A literary reflection of this assumption is the fact that most of the events presented in the book are not commented on by the narrator. Neither are the characters’ ideological or religious dilemmas explicitly resolved, as the depiction of the element of life itself is more important than their presentation. Views can be expressed, and even in a strong and beautiful way – as can be seen in Agnieszka’s conversation with Father Komodziński – but they always remain relativised by being attributed to one character or another. The narrator remains ostentatiously silent at such moments.
Writing the novel at a fast, publisher-dictated rhythm and the range of subject matter covered exhausted the writer. From the moment she finished Noce i Dnie, there would be ongoing expressions of a writing crisis in Dzienniki practically until the end of her life. Twenty-seven years of struggling with her last novel would become testimony to it.

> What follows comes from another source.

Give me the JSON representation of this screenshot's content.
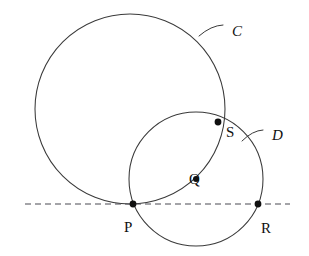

Kompozycja Istnienia [The Composition of Existence] – one would look in vain for a novel going by this title in the bibliography. However, it is known from the journals and from Anna Kowalska’s memoirs that this was supposed to be the title of the work published posthumously as Przygody Człowieka Myślącego [Adventures of a Thinking Man] (the title Gopło was another option that was considered). Even in its existing but incomplete form, the work testifies to great, if discreetly manifested, writing ambitions. The author herself wrote in the preface:
I build this thing up a little with a system known in painting as “papiers collés”, and used by Braque, Picasso and other painters of various varieties of Cubism, who paste different forms into their compositions or decompositions: prints, letters, pieces of fabric and other objects from authentic concrete reality. The difference is that with me there will be no decomposition of forms or any novelty.
However, the style of Dąbrowska’s late writing has much more to offer the reader than just documentary fidelity to reality and old-fashioned charm. What stands out above all is her mastery of the vast material and her ability to encapsulate it into compact, almost self-contained chapters. In the 1950s, the writer even planned to publish the finished fragments in the form of short stories – which, however, was only realised by Tadeusz Drewnowski as editor of the work A Teraz Wypijmy [And Now Let’s Drink].
The penchant for compositional closure can also be seen on a micro-scale – the text of the unfinished novel is teeming with local punch lines, summarising individual strands of thought. For in this work, reality is not only described, but also constantly commented on. The way in which the narrative is conducted here harmonises perfectly with the intelligent qualities of the characters.
After all, the announcement that ‘there will be no decomposition’ must be seen as an ambitious intention, but one that was ultimately unfulfilled, or perhaps unworkable from the start. I would not, however, like to agree here with Drewnowski’s harsh opinion, according to which Przygody… ‘as a whole are crumbling into ruin’, as this is a judgement made from the perspective of Noce i Dnie, not the new whole.